No pictures go in the copy; retype exactly the lines from the one with "What do you see at coordinates (295, 138)" through the last line of the records.

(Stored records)
- Opening Delimiter -
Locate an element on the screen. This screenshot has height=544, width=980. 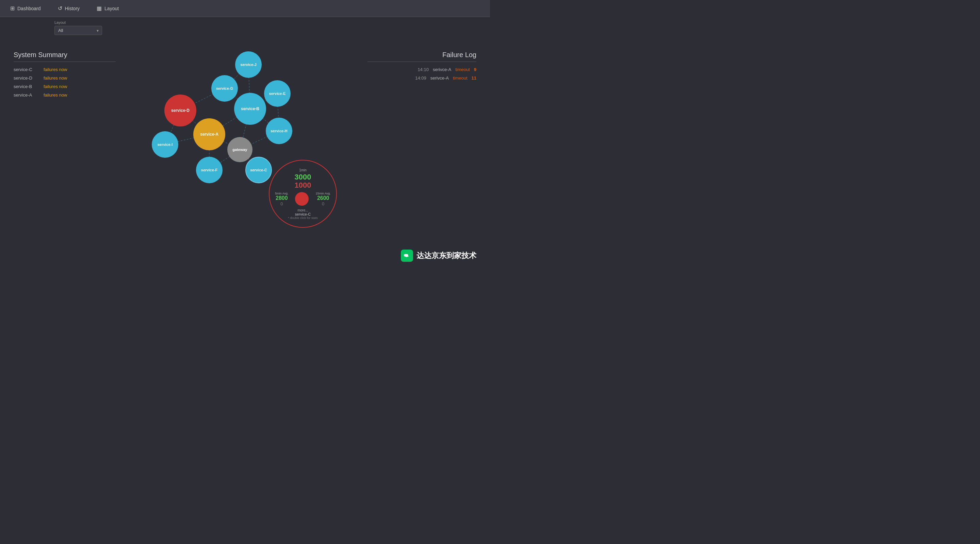
node-service-f: service-F is located at coordinates (209, 170).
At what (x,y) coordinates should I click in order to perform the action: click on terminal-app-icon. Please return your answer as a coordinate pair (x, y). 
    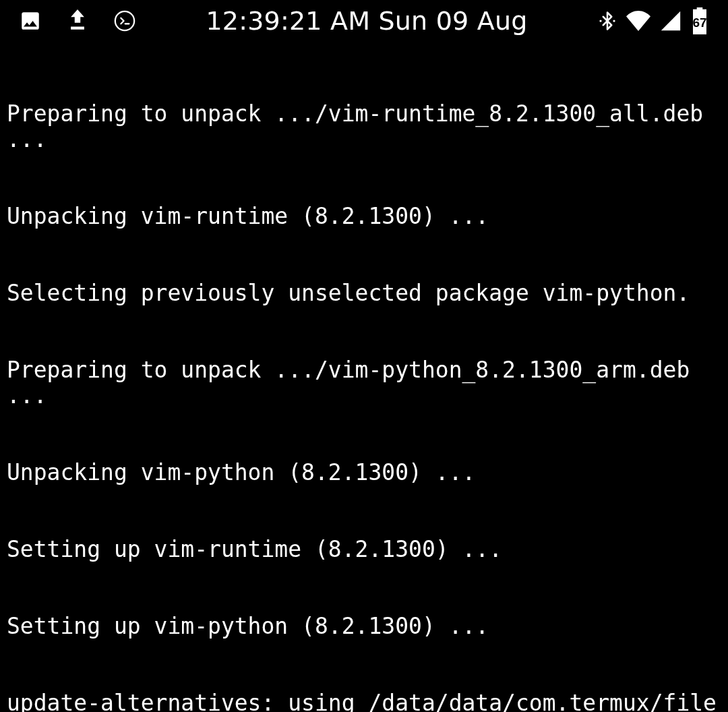
    Looking at the image, I should click on (125, 21).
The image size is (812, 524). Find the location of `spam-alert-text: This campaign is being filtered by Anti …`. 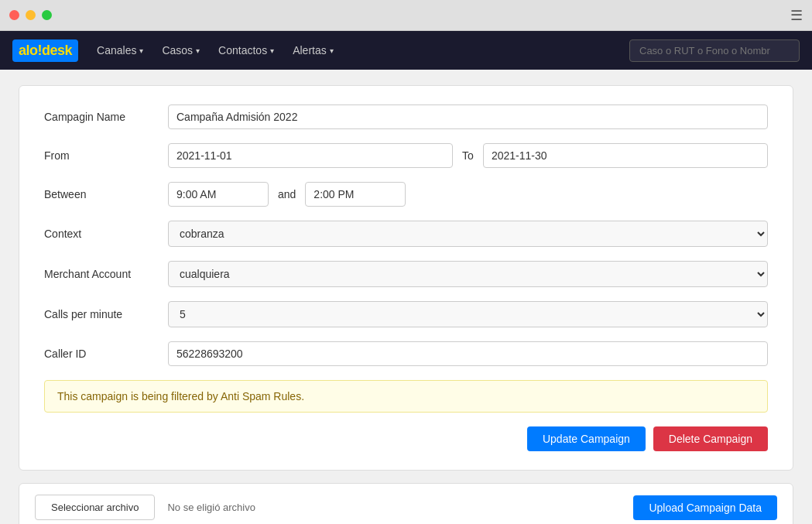

spam-alert-text: This campaign is being filtered by Anti … is located at coordinates (181, 396).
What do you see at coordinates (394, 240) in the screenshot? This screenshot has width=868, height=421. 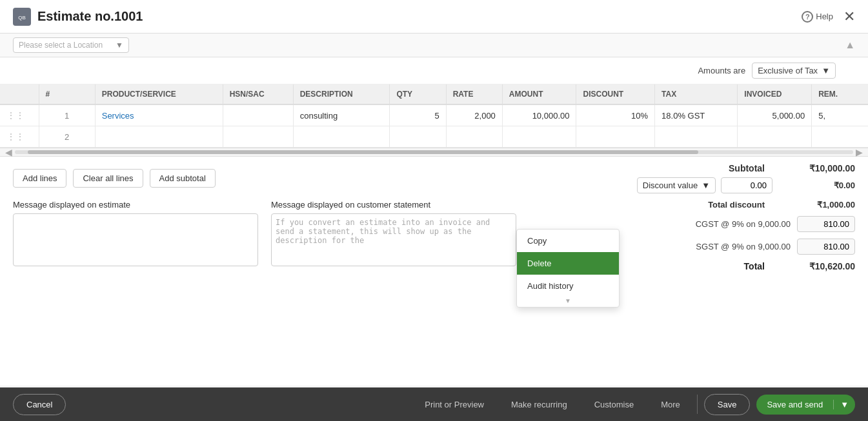 I see `statement-message-input: If you convert an estimate into an invoi…` at bounding box center [394, 240].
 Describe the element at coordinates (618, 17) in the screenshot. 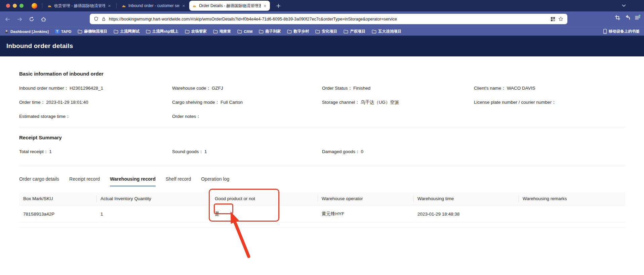

I see `screenshot-crop-icon` at that location.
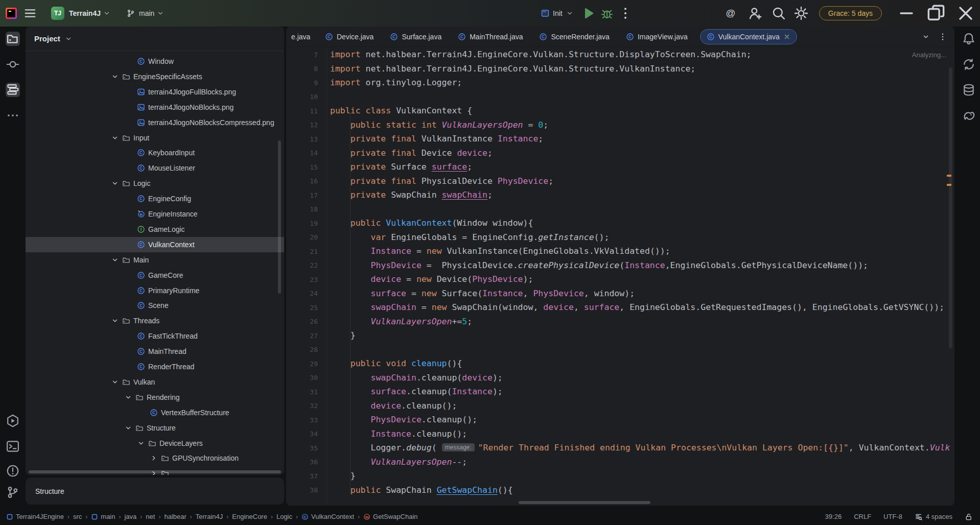 Image resolution: width=980 pixels, height=525 pixels. Describe the element at coordinates (574, 37) in the screenshot. I see `tab-SceneRender.java: CSceneRender.java` at that location.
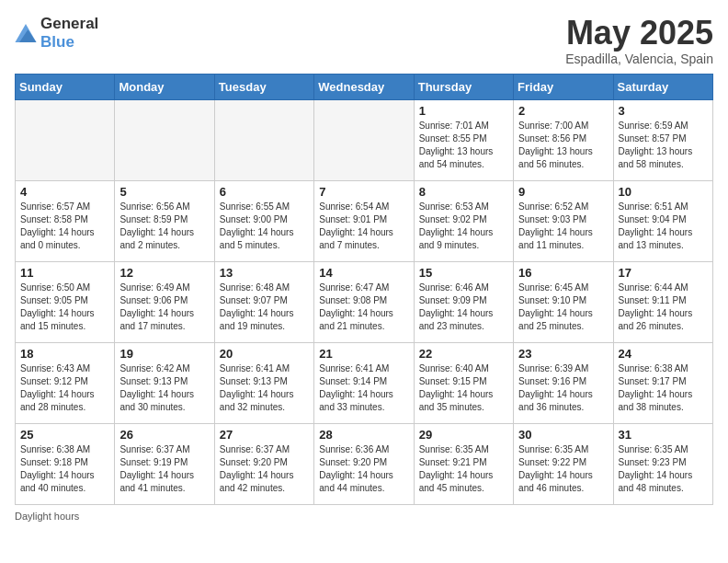 Image resolution: width=728 pixels, height=563 pixels. Describe the element at coordinates (265, 226) in the screenshot. I see `day-info: Sunrise: 6:55 AMSunset: 9:00 PMDaylight:…` at that location.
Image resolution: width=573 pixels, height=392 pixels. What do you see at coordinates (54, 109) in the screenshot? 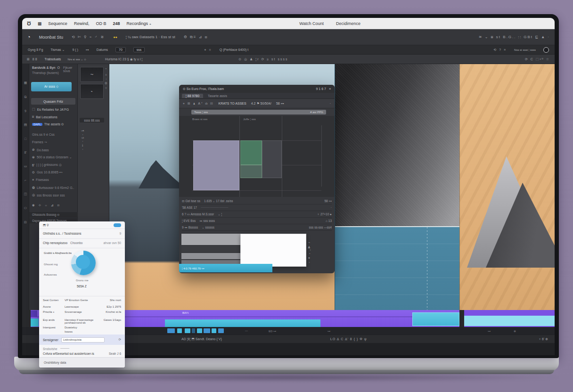
I see `list-item: ⬚ Es Rebates for JA'FG` at bounding box center [54, 109].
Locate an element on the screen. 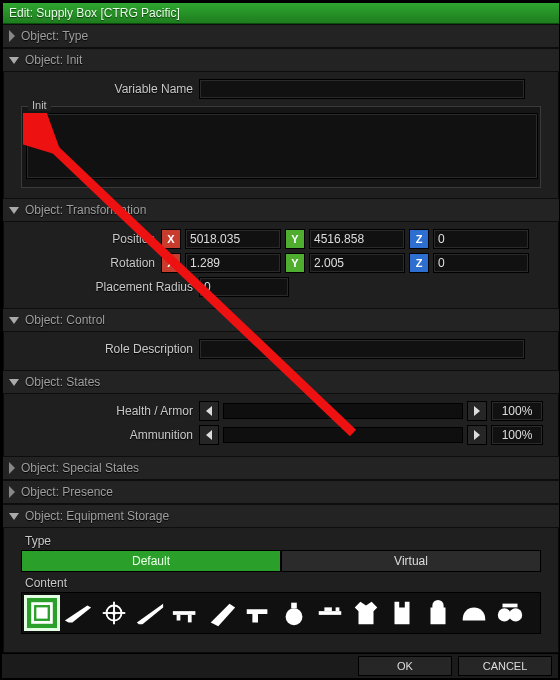 This screenshot has width=560, height=680. equipment-type-tabs: Default Virtual is located at coordinates (281, 561).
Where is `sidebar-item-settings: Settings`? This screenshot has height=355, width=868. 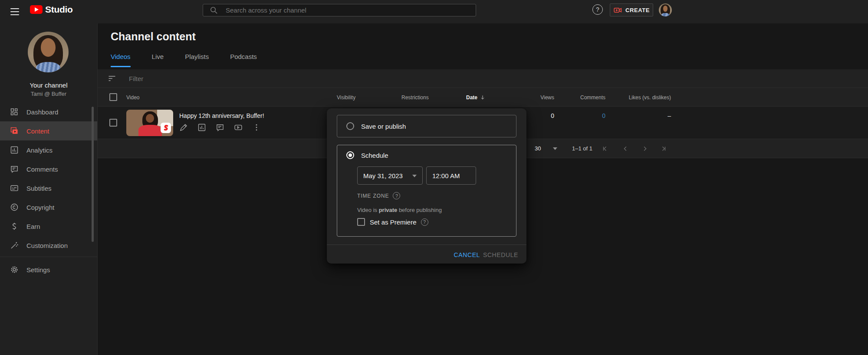
sidebar-item-settings: Settings is located at coordinates (49, 270).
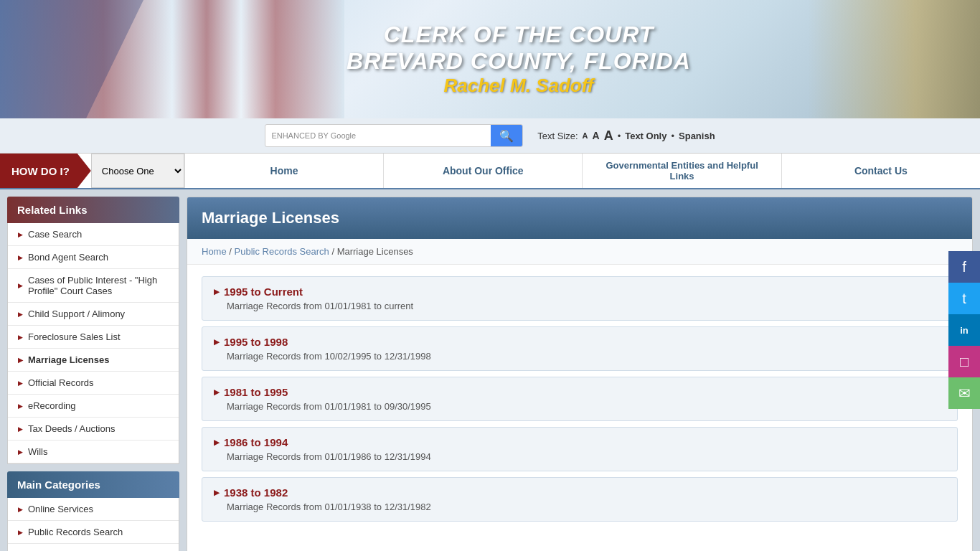 Image resolution: width=980 pixels, height=551 pixels. Describe the element at coordinates (519, 86) in the screenshot. I see `site-title-line3: Rachel M. Sadoff` at that location.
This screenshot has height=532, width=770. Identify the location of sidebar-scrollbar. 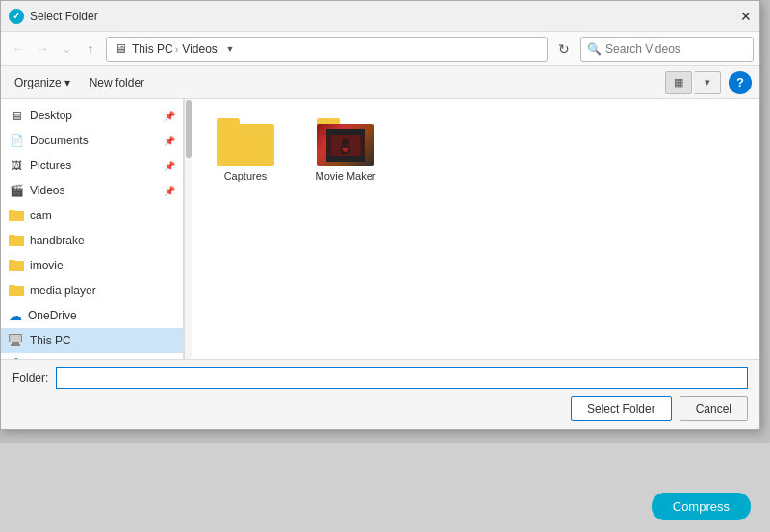
(188, 229).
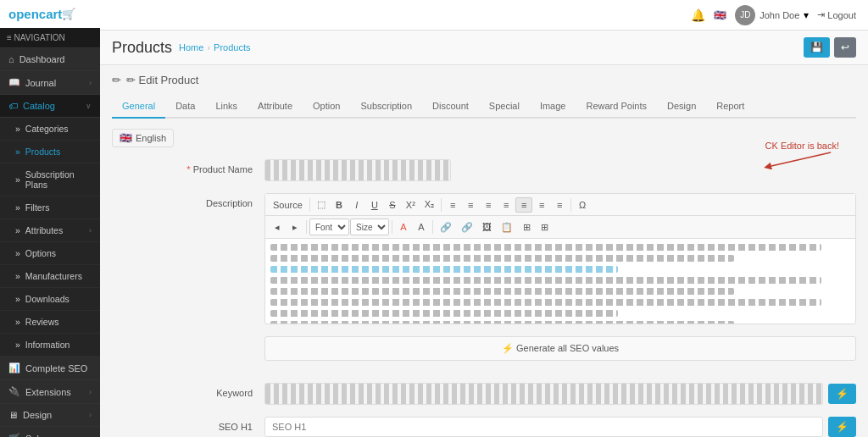 Image resolution: width=868 pixels, height=437 pixels. Describe the element at coordinates (50, 300) in the screenshot. I see `sidebar-item-downloads: »Downloads` at that location.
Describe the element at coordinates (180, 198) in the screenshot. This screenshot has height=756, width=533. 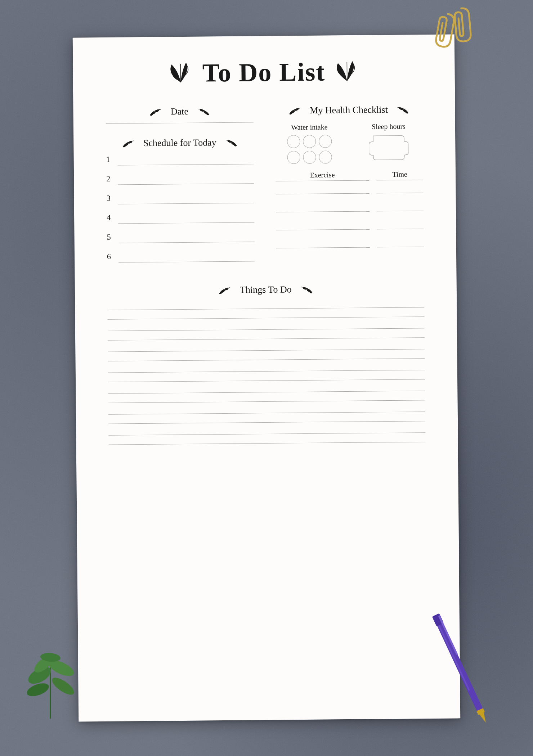
I see `schedule-item-3: 3` at that location.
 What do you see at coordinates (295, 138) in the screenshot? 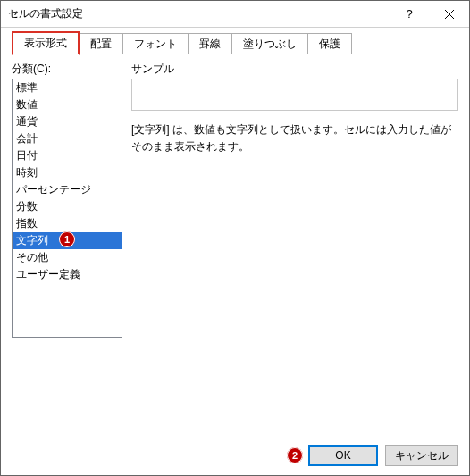
I see `format-description: [文字列] は、数値も文字列として扱います。セルには入力した値がそのまま表示され…` at bounding box center [295, 138].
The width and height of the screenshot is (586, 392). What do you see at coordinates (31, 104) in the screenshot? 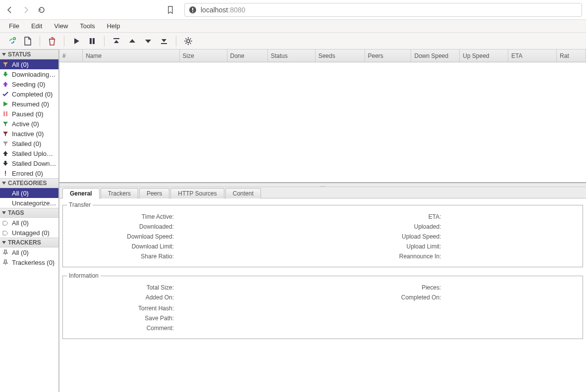
I see `sidebar-item-label: Resumed (0)` at bounding box center [31, 104].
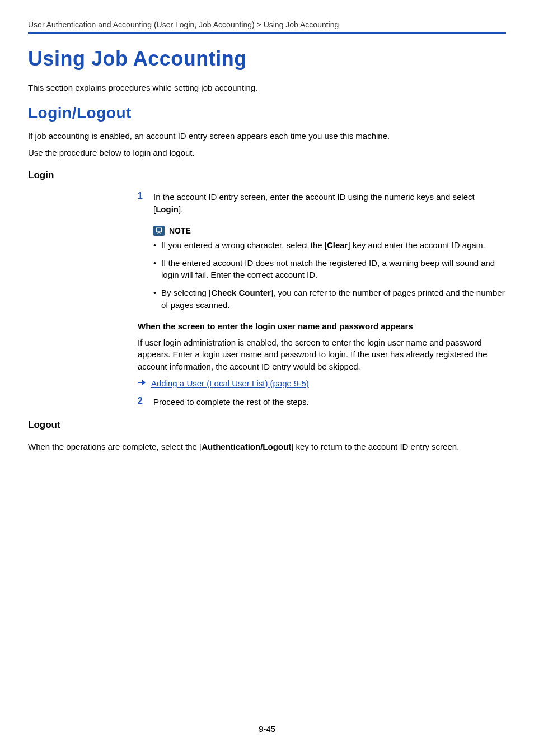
- Closing Delimiter -
> [Response]
 What do you see at coordinates (295, 138) in the screenshot? 
I see `format-description: [文字列] は、数値も文字列として扱います。セルには入力した値がそのまま表示され…` at bounding box center [295, 138].
The width and height of the screenshot is (586, 392). What do you see at coordinates (31, 104) in the screenshot? 
I see `sidebar-item-label: Resumed (0)` at bounding box center [31, 104].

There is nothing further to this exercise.